Yarrow took a long pull from the bottle, finishing it off. She thought of Blue Tower, now Ladyless, and the red smear of Roe's blood on the white wall, and the nameless frogs in the dark. She thought of the white birds in the air around Yellow Tower. She thought of Grey House, empty and growing emptier, the molding beds, the chairs of vanished women in the refectory. Over and over she had done what a Yarrow must do, and yet over and over, things had only gotten worse. It was supposed to be enough to be Yarrow. Everyone had always made it seem so. And yet it wasn't.

"Change, maybe," she said. The word was unfamiliar in her mouth. "I might ask for change."

Peregrine laughed. "Change? To hear a woman in grey speak like that! What kind of change, little Mother?"

Would she wish for it? Was it the wine talking? The inside of her head revolved in lazy circles. There were too many half-formed thoughts in Yarrow's mind. They crowded to her lips like hens seeking crumbs. What could she say that was honest? The world must change, for I cannot . But that was nothing she could say to this man. She was spared the necessity of answering when Peregrine brought Tertius to a sudden halt. Yarrow pitched forward, knocking her head on the platform. The wine bottle rolled and fell to smash, glittering, on the cobblestones.

"What is it?" said Yarrow, sitting up.

Peregrine only pointed ahead of them. Blocking the Passage from one side to another were dead bodies: people, but also things like deer with high ebony spires for heads. Stuck through the body of a bluish person was a long spear from which a black banner waved, bearing a yellow bird under a golden eye.

"Beekeepers," said Peregrine. "What were they doing out here, with hives and everything? And that's the Obsidian Lady's banner. Why would she kill her own crofters?"

Among the dead, something glittered in the sun. Its shape was familiar. But more important than that, someone had to do something about the bodies.

Peregrine unrolled the rope ladder and both of them climbed down. Every single body had been brutally hacked. The smell of blood was thick and sharp. Little things crunched underfoot; in all directions, thousands of dead bees were scattered.

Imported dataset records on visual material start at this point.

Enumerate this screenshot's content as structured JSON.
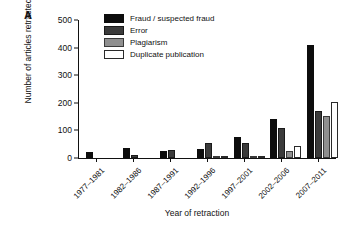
{
  "panel": {
    "label": "A"
  },
  "chart_data": {
    "type": "bar",
    "title": "",
    "xlabel": "Year of retraction",
    "ylabel": "Number of articles retracted",
    "categories": [
      "1977–1981",
      "1982–1986",
      "1987–1991",
      "1992–1996",
      "1997–2001",
      "2002–2006",
      "2007–2011"
    ],
    "series": [
      {
        "name": "Fraud / suspected fraud",
        "color": "#0d0d0d",
        "values": [
          20,
          35,
          27,
          33,
          77,
          140,
          408
        ]
      },
      {
        "name": "Error",
        "color": "#3b3b3b",
        "values": [
          0,
          11,
          30,
          55,
          56,
          107,
          170
        ]
      },
      {
        "name": "Plagiarism",
        "color": "#8f8f8f",
        "values": [
          0,
          0,
          0,
          4,
          7,
          27,
          151
        ]
      },
      {
        "name": "Duplicate publication",
        "color": "#ffffff",
        "values": [
          0,
          0,
          0,
          5,
          7,
          42,
          203
        ]
      }
    ],
    "ylim": [
      0,
      500
    ],
    "yticks": [
      0,
      100,
      200,
      300,
      400,
      500
    ],
    "grid": false,
    "legend_position": "top-left"
  }
}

If the deceased is a beekeeper from Black, Yarrow thought. If the deceased… Beekeeper from Black. Then—then what?

It had been so long since she had recited any of the lore. If she had forgotten it—but after a shaky moment she found the right room in her memory, the right image, and the answer unfurled in her mind.

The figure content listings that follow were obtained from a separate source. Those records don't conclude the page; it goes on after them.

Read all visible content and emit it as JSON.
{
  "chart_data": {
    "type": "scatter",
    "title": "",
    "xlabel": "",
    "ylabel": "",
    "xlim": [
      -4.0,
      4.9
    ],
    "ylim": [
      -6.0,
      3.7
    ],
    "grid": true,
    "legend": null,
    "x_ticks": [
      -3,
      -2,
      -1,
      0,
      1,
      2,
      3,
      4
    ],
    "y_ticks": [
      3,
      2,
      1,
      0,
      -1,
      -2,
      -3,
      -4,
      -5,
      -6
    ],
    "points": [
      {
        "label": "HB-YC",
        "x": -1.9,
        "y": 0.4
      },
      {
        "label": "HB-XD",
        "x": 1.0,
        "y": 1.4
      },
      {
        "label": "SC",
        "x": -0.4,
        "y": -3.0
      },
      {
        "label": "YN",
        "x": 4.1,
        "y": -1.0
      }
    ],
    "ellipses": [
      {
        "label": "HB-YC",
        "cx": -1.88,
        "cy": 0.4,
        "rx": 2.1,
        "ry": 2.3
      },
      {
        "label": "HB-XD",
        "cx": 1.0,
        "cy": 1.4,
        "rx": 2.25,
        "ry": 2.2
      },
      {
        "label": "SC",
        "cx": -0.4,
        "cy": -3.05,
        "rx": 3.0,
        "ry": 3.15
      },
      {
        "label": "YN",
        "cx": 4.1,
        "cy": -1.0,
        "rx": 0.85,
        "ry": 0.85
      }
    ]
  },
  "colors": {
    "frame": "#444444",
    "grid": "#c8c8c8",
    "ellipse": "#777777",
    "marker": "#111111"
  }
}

Nothing. If the deceased is a beekeeper from Black, you did nothing. The beekeepers were one of the only groups who traditionally took care of their own dead. But that didn't seem right. It was not right, it wasn't. Not when they had been slaughtered like this, with none of their own to care for them. Yarrow began singing the Lament for Gardeners. It was not perfect, but it was as close as she could get. Better that than nothing at all.

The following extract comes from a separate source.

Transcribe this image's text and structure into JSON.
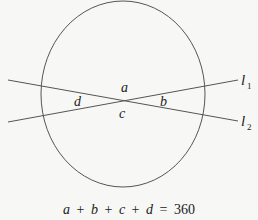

As she sang, she walked toward the glittering thing. It was clutched in the hand of a trout-faced person near the rear of the group, who seemed to have been defending themselves with it. Roughly five feet long, the object was shaped like a near-triangular dagger, with a grip nearly a third of its length and fitted for gigantic hands. Red leather bound the grip, and red stones peeped from among the prickly gold vines that formed the pommel. More vines ran along the center of the blade. Obviously, it was made by or for a Lady. Then why did it look so familiar?

Of course. Gently, Yarrow eased it out of the dead person's hand. It was very heavy. The point had to drag on the ground, for she was too short to carry it easily. Still singing, albeit with a strained voice, she took it back to Tertius where Peregrine was waiting for her. The Lament ended just as she reached him.

"I don't carry weapons," he said. "I'm a Butler."

"This needs to go back to Grey," said Yarrow. "It's the guardian's steel."